A sweeping new study uncovers how Environmental Impact Assessments in Sri Lanka repeatedly fail to protect people, turning mega projects into long-term social and environmental disasters.
A new study examining Environmental Impact Assessments in Sri Lanka has found that the quality of reporting on how development projects affect communities remains consistently poor, often failing to identify, predict, evaluate, and mitigate social impacts before critical decisions are made. As a result, EIAs frequently fall short of their core purpose of safeguarding people living near large-scale development projects.
The report, titled “Assessing the Assessments: An Analysis of Social Impacts Reported in Environmental Impact Assessments in Sri Lanka,” was published by the Centre for a Smart Future in Colombo. It highlights two high-profile projects, the Uma Oya Multipurpose Development Project and the Mattala Rajapaksa International Airport, as case studies that illustrate the real-world consequences of weak social impact assessment practices.
According to the study’s author, Senith Abeyanayake, the Uma Oya project has drawn public attention for decades due to design flaws, politicisation, and resistance from affected communities. Originally proposed under successive governments, the project was rejected by Asian Development Bank feasibility studies because of technical weaknesses and the risk of adverse impacts. Despite this, it was pushed forward largely for political reasons.
“Though the project is now operational, flaws in preliminary studies and project design caused a nine-year delay and additional direct costs of USD 39 million,” Abeyanayake states. More critically, community-level evidence documents severe socio-economic impacts, including cracked houses, drying wells, water shortages, and livelihood disruption affecting more than 7,000 families. Although the Supreme Court ordered compensation for affected farmers in 2015, many residents have still not received full payments.
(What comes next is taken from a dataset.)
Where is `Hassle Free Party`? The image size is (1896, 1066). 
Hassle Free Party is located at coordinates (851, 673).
The study also examines the Mattala Rajapaksa International Airport, which opened in 2013 and quickly became known as the “World’s Emptiest International Airport.” Beyond financial losses, the report notes findings from the Auditor General’s Department linking the project to increased human-elephant conflict. These incidents have caused deaths, injuries, and property damage, affecting both communities and wildlife. Operational challenges arising from these impacts led to the establishment of a dedicated wildlife office at the airport, highlighting flaws in site selection and planning.
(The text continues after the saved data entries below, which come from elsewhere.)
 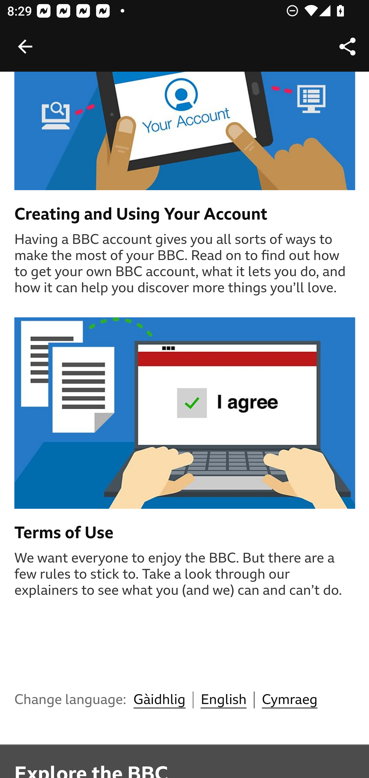 I want to click on Cymraeg, so click(x=289, y=701).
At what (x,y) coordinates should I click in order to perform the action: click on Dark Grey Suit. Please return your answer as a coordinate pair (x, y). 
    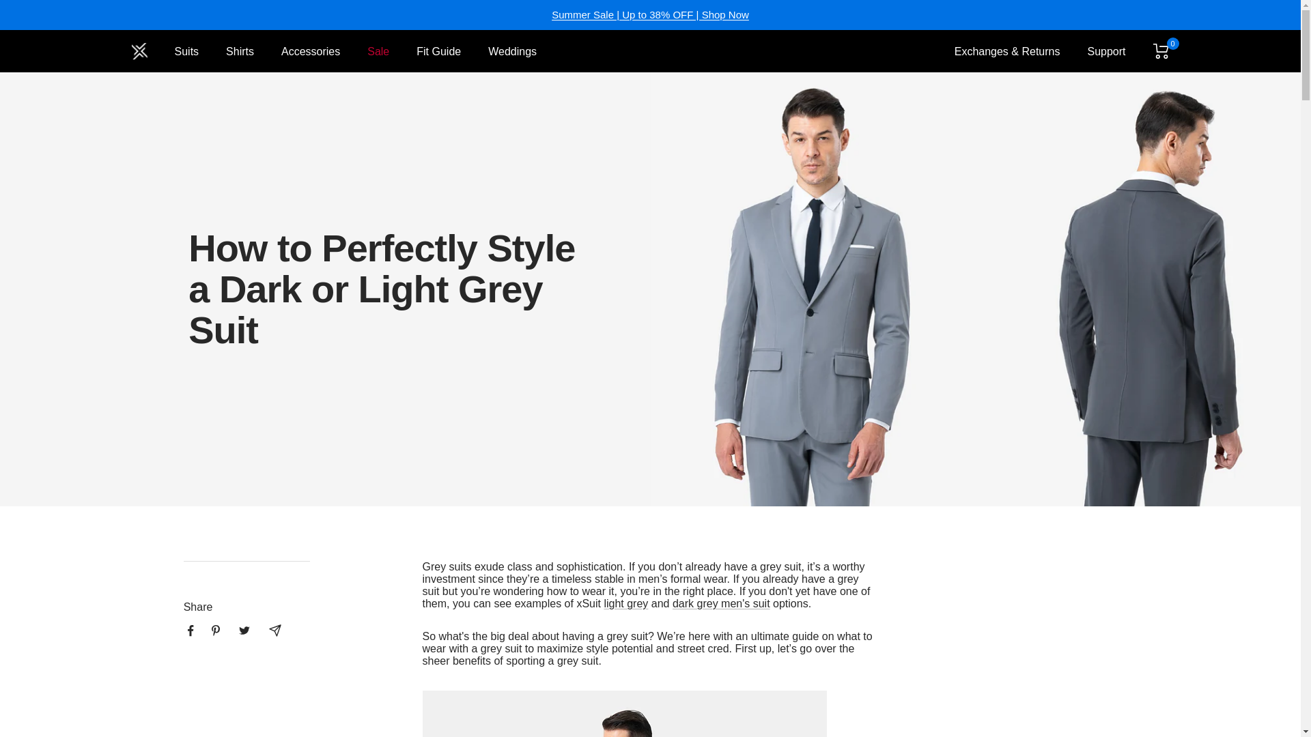
    Looking at the image, I should click on (721, 604).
The research analyzed 250 Sri Lankan EIA reports published between 1991 and 2025. In Sri Lanka, social impact assessments are embedded within EIAs rather than treated as independent requirements. These assessments are guided by project-specific Terms of Reference issued by Project Approving Agencies, resulting in wide variation in scope and quality.
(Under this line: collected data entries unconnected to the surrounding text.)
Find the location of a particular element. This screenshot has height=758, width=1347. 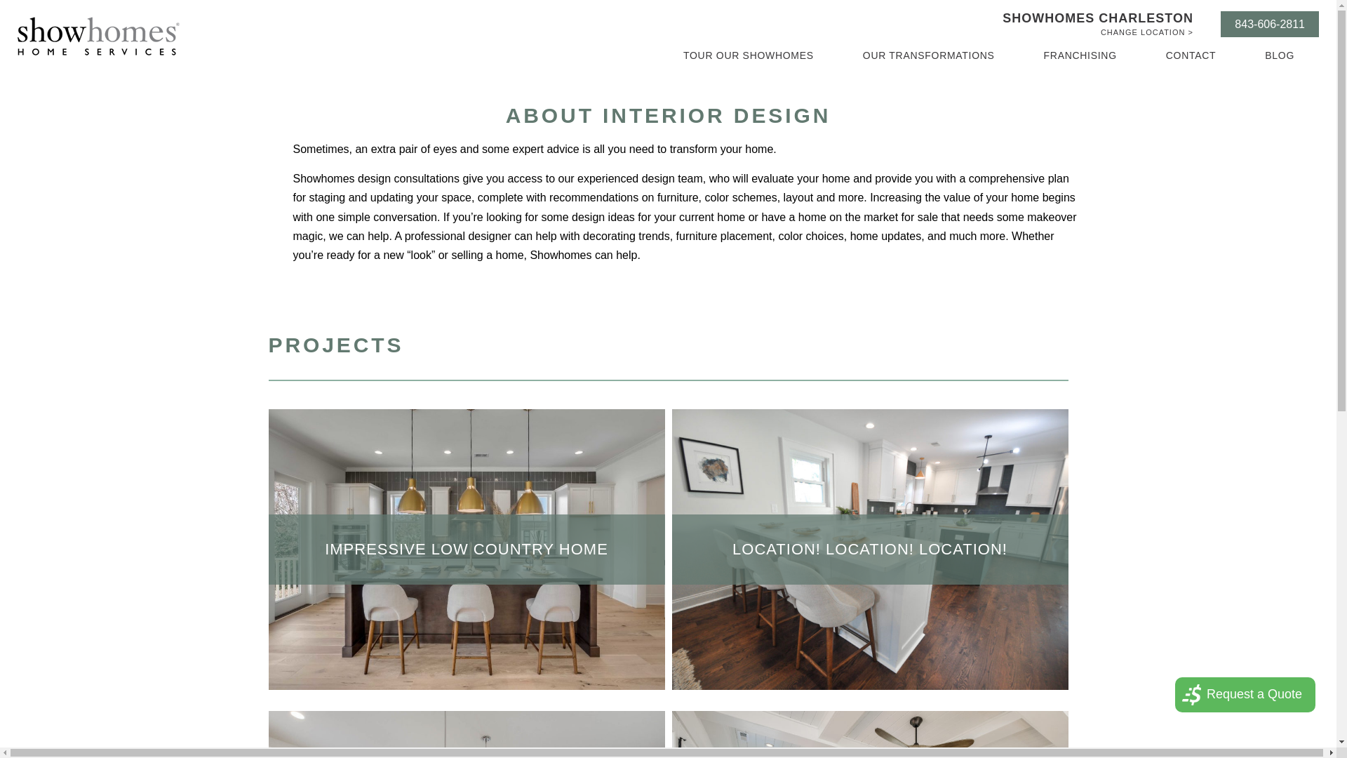

843-606-2811 is located at coordinates (1269, 24).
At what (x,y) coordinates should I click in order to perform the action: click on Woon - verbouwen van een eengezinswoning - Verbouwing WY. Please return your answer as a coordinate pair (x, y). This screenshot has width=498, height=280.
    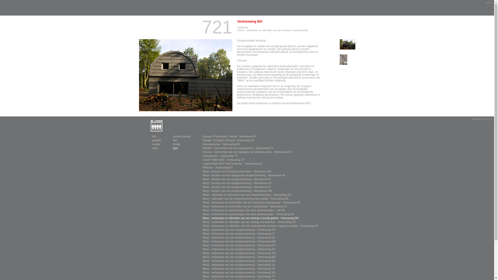
    Looking at the image, I should click on (239, 230).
The report identifies significant methodological weaknesses. Around 45 percent of EIA reports fail to explain how social impacts were identified or evaluated, while 85 percent do not disclose assumptions or limitations. This makes it difficult for the public to judge the credibility of findings. Consultants often reuse identical impact descriptions across unrelated projects, listing generic risks such as increased smuggling or social misconduct without site-specific evidence.
More than half of the reports do not classify impacts by scale, reversibility, or duration. Among those that use numerical scales, most fail to explain what the values represent. The study also highlights troubling language that stereotypes rural or low-income communities, and in some cases labels political movements or trade unions as negative social impacts.
Accessibility and transparency remain major concerns. Executive summaries are often written in technical jargon, while some reports exceed 500 pages, limiting meaningful public review during the 30-day consultation period. Data disclosure is inconsistent, and many reports include sensitive personal information, raising serious privacy concerns.
Overall, the study concludes that Sri Lanka’s EIA system is undermined by weak methodology, poor data practices, and political influence, underscoring the urgent need for reform to genuinely protect communities.